Listed building — Enforcement notice — Reporter concluding listed building consent ought to be granted for works and overturning enforcement notice — Whether reporter applying correct test — Whether conditions attached to consent unreasonable, unenforceable and irrelevant — Sections 34 and 35 of Planning (Listed Buildings and Conservation Areas)(Scotland) Act 1997 — Appeal allowed
The appellant local planning authority issued a listed building enforcement notice, pursuant to section 34 of the Planning (Listed Buildings and Conservation Areas)(Scotland) Act 1997, in respect of a B listed, two-storey terraced town house. The property, which was used as a guest house, was situated within a conservation area in Edinburgh. The notice complained of the construction, without listed building consent, of an en suite bathroom in a ground-floor bedroom at the front of the house. This had been effected by the erection of partition walls, the removal of which was required by the notice.
The owner of the property appealed to the respondents under section 35 of the 1997 Act. The reporter hearing the appeal found that the offending works affected the character of the building as a building of special architectural or historical interest, and therefore required listed building consent. However, he concluded that the integrity of the listed building had not been compromised sufficiently to justify a requirement for the immediate removal of the walls, since, inter alia, there was no damage to the elaborate ceiling of the room and the walls were capable of being removed without causing damage. Moreover, they were virtually invisible from the outside because of the presence of net curtains in the window of the room and a privet hedge in front of the house. He accordingly allowed the appeal on ground (e) of section 35, namely that listed building consent ought to be granted. However, he attached a temporal condition requiring the removal of the partition walls in the event that either the room ceased to be used as a bedroom or the net curtains or the privet hedge were removed.
The planning authority appealed.
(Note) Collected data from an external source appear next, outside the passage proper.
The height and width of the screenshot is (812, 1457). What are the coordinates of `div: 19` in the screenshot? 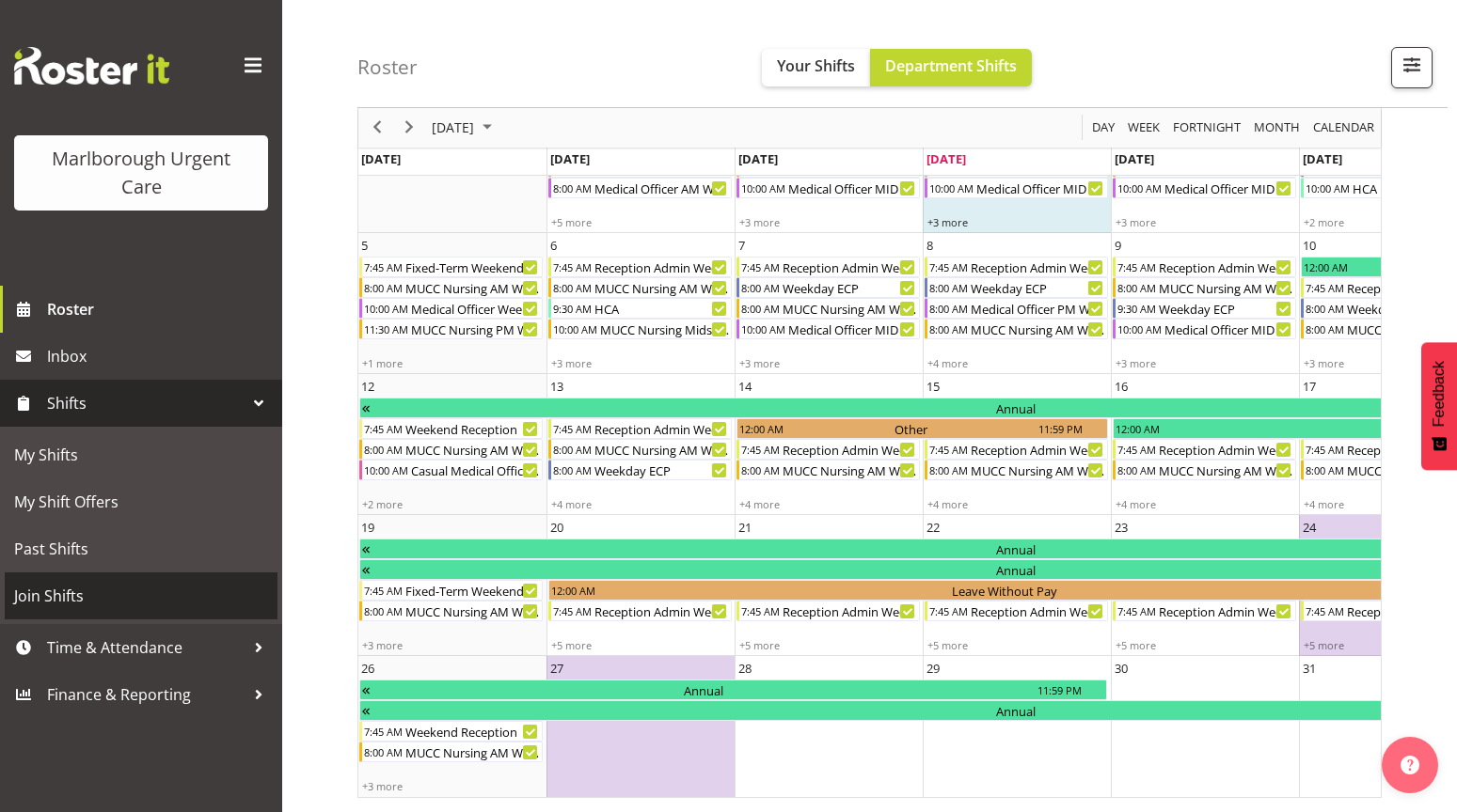 It's located at (367, 527).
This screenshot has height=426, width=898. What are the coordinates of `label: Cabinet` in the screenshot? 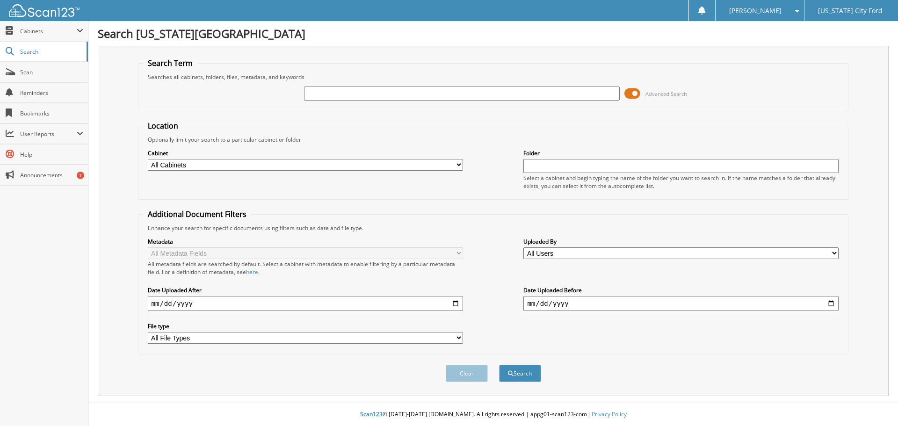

They contended that: (i) the reporter had erred in law by failing to have regard to the presumption against development affecting the character of a listed building and by having regard to other, irrelevant considerations; and (ii) the conditions were unreasonable, unenforceable and irrelevant.
Held: The appeal was allowed.
1. The reporter had erred in law, in that, while purporting to decide whether listed building consent should be granted, he had in fact addressed the different question of whether, once the works had been carried out without a prior grant of consent, it was reasonable that they should now be removed. He had failed to consider whether it would have been proper to grant consent, either outright or subject to conditions, had an application been presented in advance of the works being carried out. Had he considered the right question, he might have reached a different view, and his decision was therefore to be quashed.
2. The condition attached to the listed building consent was also flawed. The reference to permanent cessation of use as a bedroom presented difficulties in relation to enforceability, since there was no planning control over the use to which a householder could put the individual rooms within a house. Moreover, it would be difficult to know whether a room used during the day for other purposes, for instance as a study, remained a bedroom, or to establish whether any cessation of bedroom use was permanent. The question of the net curtains raised the issue of whether it was reasonable and lawful, in the context of the grant of planning consent or listed building consent, to require the deployment of soft furnishings that did not form part of the immoveable property, since planning conditions ran with the land. While the hedge was a less ephemeral feature of the property, that part of the condition also suffered from problems of drafting and expression.
R Douglas Armstrong (instructed by the solicitor to City of Edinburgh Council) appeared for the appellants; Ruth Crawford (instructed by the solicitor to the Scottish Executive) appeared for the respondents.